Book Review: Leaving Home

leavinghome.jpg“We loved each other greatly, yet so exclusive was that love that it was experienced more like anguish. That feeling has has remained with me and will no doubt survive all the rest.”

Just as the title says, Leaving Home by Anita Brookner deals with the rite of passage of growing up and leaving home. Two young women, one British and one French, struggle with becoming independent but it is no easy thing for either one as they are both only daughters. Can you eschew responsibility and duty without feeling guilt? Is it not important to be true to yourself and your dreams as well?

I’m very glad I chose this as a read for my Women Unbound Challenge because I think it deals with what a lot of women feel when they are trying to balance their need and desires with their responsibilities.

Our main character, Emma, seems to be watching life pass her by just as it passes by her mother. The two women live in London and Emma watches her widowed mother live a life of solitude with books and few friends and hardly any relatives. Emma decides that if she’s to live a different sort of life, one where she has real friends and a real purpose then she must leave home and so decides to pursue a study internship in France.

In Paris she meets Françoise, a young woman who appears to be everything that Emma is not. Françoise has affairs, she is worldly and confident but still the two strike a friendship. As Emma gets to know Françoise more and meets Françoise’s mother she realizes that maybe they aren’t so different after all. Françoise’s mother is not like Emma’s mother either but in her own way she has a hold over her daughter’s life.

While Emma tries to ignore her uncle’s pointed remarks that she should be at home, she also finds that her plans of pursuing of a love affair and having her own flat are not exactly panning out as she expected. Similarly she sees Françoise trying to pursue an independent life and her plans not going exactly as she hoped.

There is one scene towards the end of the novel that I cannot tell you about because it would ruin the book but I felt so much suspense over it because I thought the book could go in any direction at that time and I was just waiting to see what Brookner would do with these characters. I love moments like that.

Perhaps this novel felt a bit more personal to me because I am an only child as well and with a widowed mother so in this case I felt like I was reading to connect. I love how Brookner explores a woman’s personal character, the good and the less than nicer points and makes them feel just geniune and with no judgement. There is no right or wrong just a process of learning and becoming.

If you are looking for high drama or fast action this probably isn’t the book for you but if you want a book that will make you feel a connection with a character then check this one out. A very good read.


Quote the entries in full, character for character, without their images.

[Start of Attachment]

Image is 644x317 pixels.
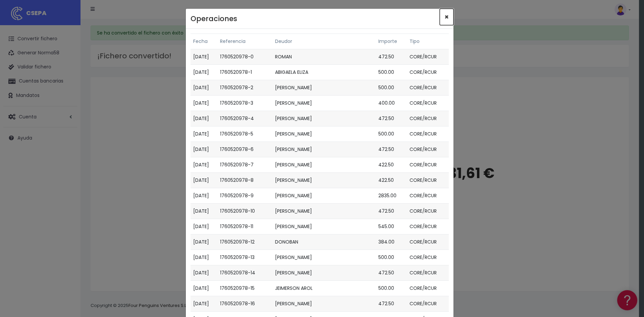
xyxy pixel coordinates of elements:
td: 1760520978-15 [217,281,272,296]
td: CORE/RCUR [407,173,449,188]
td: [PERSON_NAME] [272,296,376,312]
td: [PERSON_NAME] [272,250,376,266]
td: DONOBAN [272,234,376,250]
td: 1760520978-5 [217,127,272,142]
td: 2835.00 [375,188,407,204]
td: CORE/RCUR [407,49,449,65]
td: [PERSON_NAME] [272,111,376,127]
td: 384.00 [375,234,407,250]
td: [DATE] [190,219,218,234]
td: 545.00 [375,219,407,234]
th: Fecha [190,34,218,49]
td: [DATE] [190,127,218,142]
td: [PERSON_NAME] [272,157,376,173]
td: [DATE] [190,49,218,65]
td: [DATE] [190,234,218,250]
td: 1760520978-1 [217,65,272,80]
td: ROMAN [272,49,376,65]
h4: Operaciones [190,13,237,24]
td: 1760520978-14 [217,266,272,281]
td: [DATE] [190,188,218,204]
td: 472.50 [375,142,407,157]
td: [DATE] [190,250,218,266]
td: 472.50 [375,204,407,219]
td: [PERSON_NAME] [272,80,376,95]
td: 1760520978-2 [217,80,272,95]
td: 422.50 [375,173,407,188]
td: CORE/RCUR [407,219,449,234]
td: [DATE] [190,204,218,219]
td: CORE/RCUR [407,157,449,173]
td: CORE/RCUR [407,188,449,204]
td: [PERSON_NAME] [272,188,376,204]
td: CORE/RCUR [407,281,449,296]
th: Deudor [272,34,376,49]
td: [DATE] [190,296,218,312]
td: [DATE] [190,266,218,281]
td: CORE/RCUR [407,127,449,142]
td: 1760520978-8 [217,173,272,188]
td: CORE/RCUR [407,65,449,80]
td: 400.00 [375,95,407,111]
td: 1760520978-0 [217,49,272,65]
td: 1760520978-11 [217,219,272,234]
td: [PERSON_NAME] [272,173,376,188]
td: CORE/RCUR [407,234,449,250]
th: Tipo [407,34,449,49]
td: CORE/RCUR [407,80,449,95]
td: [PERSON_NAME] [272,142,376,157]
td: 500.00 [375,65,407,80]
td: [PERSON_NAME] [272,266,376,281]
td: 1760520978-13 [217,250,272,266]
td: CORE/RCUR [407,142,449,157]
td: 500.00 [375,250,407,266]
td: [DATE] [190,173,218,188]
td: [PERSON_NAME] [272,95,376,111]
td: CORE/RCUR [407,296,449,312]
td: 1760520978-3 [217,95,272,111]
td: 500.00 [375,127,407,142]
td: [DATE] [190,142,218,157]
td: [DATE] [190,111,218,127]
th: Referencia [217,34,272,49]
td: 422.50 [375,157,407,173]
td: [DATE] [190,157,218,173]
td: 1760520978-9 [217,188,272,204]
td: CORE/RCUR [407,95,449,111]
td: 1760520978-16 [217,296,272,312]
td: CORE/RCUR [407,111,449,127]
td: [PERSON_NAME] [272,219,376,234]
th: Importe [375,34,407,49]
td: 472.50 [375,296,407,312]
td: JEIMERSON AROL [272,281,376,296]
td: [DATE] [190,80,218,95]
span: × [445,12,449,22]
td: 1760520978-12 [217,234,272,250]
td: 472.50 [375,266,407,281]
td: 1760520978-10 [217,204,272,219]
td: 1760520978-6 [217,142,272,157]
td: CORE/RCUR [407,204,449,219]
td: 500.00 [375,281,407,296]
td: 500.00 [375,80,407,95]
td: 1760520978-4 [217,111,272,127]
td: [PERSON_NAME] [272,204,376,219]
td: [DATE] [190,65,218,80]
td: CORE/RCUR [407,266,449,281]
td: 472.50 [375,111,407,127]
td: [DATE] [190,281,218,296]
td: [DATE] [190,95,218,111]
td: CORE/RCUR [407,250,449,266]
td: 472.50 [375,49,407,65]
td: ABIGAELA ELIZA [272,65,376,80]
td: 1760520978-7 [217,157,272,173]
button: Close [440,9,453,25]
td: [PERSON_NAME] [272,127,376,142]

[End of Attachment]

### OUTPUT BELOW
Image is 644x317 pixels.
xyxy pixel coordinates of elements:
td: 1760520978-15 [217,281,272,296]
td: CORE/RCUR [407,173,449,188]
td: [PERSON_NAME] [272,296,376,312]
td: [PERSON_NAME] [272,250,376,266]
td: DONOBAN [272,234,376,250]
td: 1760520978-5 [217,127,272,142]
td: 2835.00 [375,188,407,204]
td: CORE/RCUR [407,49,449,65]
td: [PERSON_NAME] [272,111,376,127]
td: 384.00 [375,234,407,250]
td: [DATE] [190,219,218,234]
td: 545.00 [375,219,407,234]
th: Fecha [190,34,218,49]
td: [DATE] [190,127,218,142]
td: [PERSON_NAME] [272,157,376,173]
td: [DATE] [190,49,218,65]
td: [DATE] [190,234,218,250]
td: 1760520978-1 [217,65,272,80]
td: ROMAN [272,49,376,65]
h4: Operaciones [190,13,237,24]
td: 1760520978-14 [217,266,272,281]
td: [DATE] [190,188,218,204]
td: 472.50 [375,142,407,157]
td: [DATE] [190,250,218,266]
td: 472.50 [375,204,407,219]
td: [PERSON_NAME] [272,80,376,95]
td: 1760520978-2 [217,80,272,95]
td: 422.50 [375,173,407,188]
td: CORE/RCUR [407,219,449,234]
td: [DATE] [190,204,218,219]
td: CORE/RCUR [407,157,449,173]
td: CORE/RCUR [407,188,449,204]
td: [PERSON_NAME] [272,188,376,204]
td: CORE/RCUR [407,281,449,296]
th: Deudor [272,34,376,49]
td: [DATE] [190,296,218,312]
td: [DATE] [190,266,218,281]
td: CORE/RCUR [407,127,449,142]
td: 1760520978-8 [217,173,272,188]
td: CORE/RCUR [407,65,449,80]
td: 400.00 [375,95,407,111]
td: 1760520978-0 [217,49,272,65]
td: 1760520978-11 [217,219,272,234]
td: [PERSON_NAME] [272,173,376,188]
td: CORE/RCUR [407,234,449,250]
th: Tipo [407,34,449,49]
td: CORE/RCUR [407,80,449,95]
td: [PERSON_NAME] [272,142,376,157]
td: 500.00 [375,65,407,80]
td: [PERSON_NAME] [272,266,376,281]
td: 1760520978-13 [217,250,272,266]
td: CORE/RCUR [407,142,449,157]
td: 500.00 [375,250,407,266]
td: [DATE] [190,173,218,188]
td: [PERSON_NAME] [272,95,376,111]
td: CORE/RCUR [407,296,449,312]
td: 1760520978-3 [217,95,272,111]
td: 500.00 [375,127,407,142]
td: [DATE] [190,142,218,157]
td: [DATE] [190,111,218,127]
th: Referencia [217,34,272,49]
td: 422.50 [375,157,407,173]
td: [DATE] [190,157,218,173]
td: 1760520978-9 [217,188,272,204]
td: CORE/RCUR [407,95,449,111]
td: 1760520978-16 [217,296,272,312]
td: CORE/RCUR [407,111,449,127]
td: [PERSON_NAME] [272,219,376,234]
th: Importe [375,34,407,49]
td: 472.50 [375,296,407,312]
td: JEIMERSON AROL [272,281,376,296]
td: [DATE] [190,80,218,95]
span: × [445,12,449,22]
td: 1760520978-12 [217,234,272,250]
td: 472.50 [375,266,407,281]
td: 1760520978-10 [217,204,272,219]
td: 1760520978-6 [217,142,272,157]
td: CORE/RCUR [407,204,449,219]
td: 500.00 [375,281,407,296]
td: 500.00 [375,80,407,95]
td: 1760520978-4 [217,111,272,127]
td: [PERSON_NAME] [272,204,376,219]
td: [DATE] [190,65,218,80]
td: CORE/RCUR [407,266,449,281]
td: 472.50 [375,111,407,127]
td: [DATE] [190,281,218,296]
td: [DATE] [190,95,218,111]
td: CORE/RCUR [407,250,449,266]
td: 472.50 [375,49,407,65]
td: ABIGAELA ELIZA [272,65,376,80]
td: 1760520978-7 [217,157,272,173]
button: Close [440,9,453,25]
td: [PERSON_NAME] [272,127,376,142]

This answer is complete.